Not even the general public. I would say it’s to appease the objections of certain individuals. Unfortunately, the people who are really going to need this therapy are not being consulted. The infertile population we have right now is not being consulted... and please note: it is at least one in six people... and expected to increase. One in six is not a small number. But they are not being consulted, mainly because they are not coming forward. The stigma is still there. We think of Third World countries where infertile women are cast out of communities, as something disgusting – and it is – but we do the same thing here. A woman who is infertile still feels the taboo. And even more than that, they are scared to come forward because, if they eventually do have a child through IVF, and people get to know about it... they are afraid that even their children will be stigmatised. That is why very few come out in public. But the ones who are really going to need it are not voicing their opinion. I think it’s ridiculous that people who have had four, five, nine children feel empowered enough to impose on the childless, and tell them: ‘Lump it. You’re not going to have babies...’

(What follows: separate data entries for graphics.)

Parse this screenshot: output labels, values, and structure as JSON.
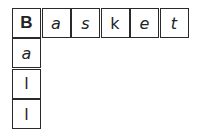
{
  "puzzle": {
    "across_word": "Basket",
    "down_word": "Ball",
    "across": [
      "B",
      "a",
      "s",
      "k",
      "e",
      "t"
    ],
    "down": [
      "a",
      "l",
      "l"
    ]
  }
}
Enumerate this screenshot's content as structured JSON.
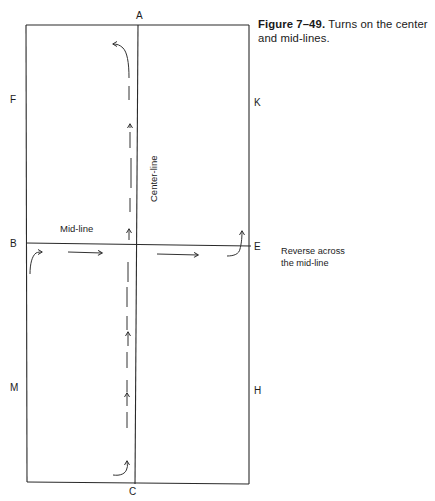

I think it’s ridiculous that people who have had four, five, nine children feel empowered enough to impose on the childless, and tell them: ‘Lump it. You’re not going to have babies...’

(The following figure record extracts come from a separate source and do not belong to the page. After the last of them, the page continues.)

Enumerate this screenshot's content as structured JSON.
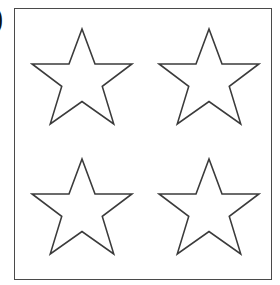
{
  "page": {
    "background_color": "#ffffff",
    "width": 280,
    "height": 285
  },
  "item_marker": {
    "text": ")",
    "note_color": "#111111"
  },
  "answer_box": {
    "border_color": "#4a4a4a",
    "fill_color": "#ffffff",
    "left": 14,
    "top": 8,
    "width": 258,
    "height": 272
  },
  "shapes": {
    "kind": "star",
    "points": 5,
    "count": 4,
    "outline_color": "#3b3b3b",
    "fill_color": "#ffffff",
    "rows": 2,
    "columns": 2,
    "items": [
      {
        "id": "star-top-left",
        "label": "star",
        "row": 1,
        "column": 1
      },
      {
        "id": "star-top-right",
        "label": "star",
        "row": 1,
        "column": 2
      },
      {
        "id": "star-bottom-left",
        "label": "star",
        "row": 2,
        "column": 1
      },
      {
        "id": "star-bottom-right",
        "label": "star",
        "row": 2,
        "column": 2
      }
    ]
  }
}
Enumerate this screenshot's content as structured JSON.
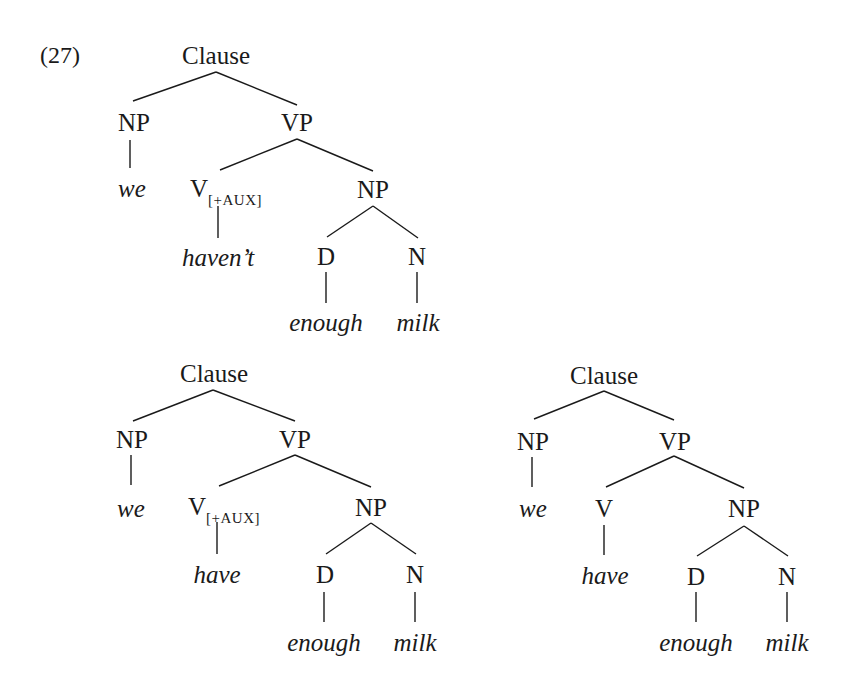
{
  "example_number": "(27)",
  "trees": [
    {
      "id": "tree-haven't",
      "nodes": {
        "clause": "Clause",
        "np_subj": "NP",
        "vp": "VP",
        "v": "V",
        "v_feature": "[+AUX]",
        "np_obj": "NP",
        "d": "D",
        "n": "N"
      },
      "words": {
        "subj": "we",
        "verb": "haven’t",
        "det": "enough",
        "noun": "milk"
      }
    },
    {
      "id": "tree-have-aux",
      "nodes": {
        "clause": "Clause",
        "np_subj": "NP",
        "vp": "VP",
        "v": "V",
        "v_feature": "[+AUX]",
        "np_obj": "NP",
        "d": "D",
        "n": "N"
      },
      "words": {
        "subj": "we",
        "verb": "have",
        "det": "enough",
        "noun": "milk"
      }
    },
    {
      "id": "tree-have-main",
      "nodes": {
        "clause": "Clause",
        "np_subj": "NP",
        "vp": "VP",
        "v": "V",
        "np_obj": "NP",
        "d": "D",
        "n": "N"
      },
      "words": {
        "subj": "we",
        "verb": "have",
        "det": "enough",
        "noun": "milk"
      }
    }
  ]
}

This seems to echo arguments made in Parliament recently, to the effect that legislators should not grant rights that have been ‘denied by God and nature’. What is your answer to that?
That argument throws away medicine in general. Let’s say I have a strong family history of heart disease – my father died at 40, his brother died at 42... and I’m next in line. So I go and have an angiogram done, and find that my veins are a bit tight. So we put stints in them, and I end up living till I’m 70 or 80. I was not meant to live that long. My genes were meant for me to snuff it when I was 40... but medicine intervened. We do the same thing with disabled people. Do we throw them away? No. We care for them, medicine tries its best, etc. Same with renal failure. We don’t give up on those cases: we try to obtain organs and transplant them. This is about medicine. And this concept, that infertility is ‘just a luxury’, is wrong. In Europe, infertility is a medical condition. If you have a right to medicine, you have a right to medical treatment for infertility. [...] The idea that this is just about women being capricious... wanting to have a child, because she ‘would like to have one’... is wrong. That woman has a very basic, instinctive need to procreate; and the inability to do so is a medical condition, and that is how it has to be treated. I really hate it when people talk about a woman ‘desiring to have a child’. No. She might ‘desire’ to have a nice set of curtains... not to have a baby. The baby is an instinctive need, not a desire.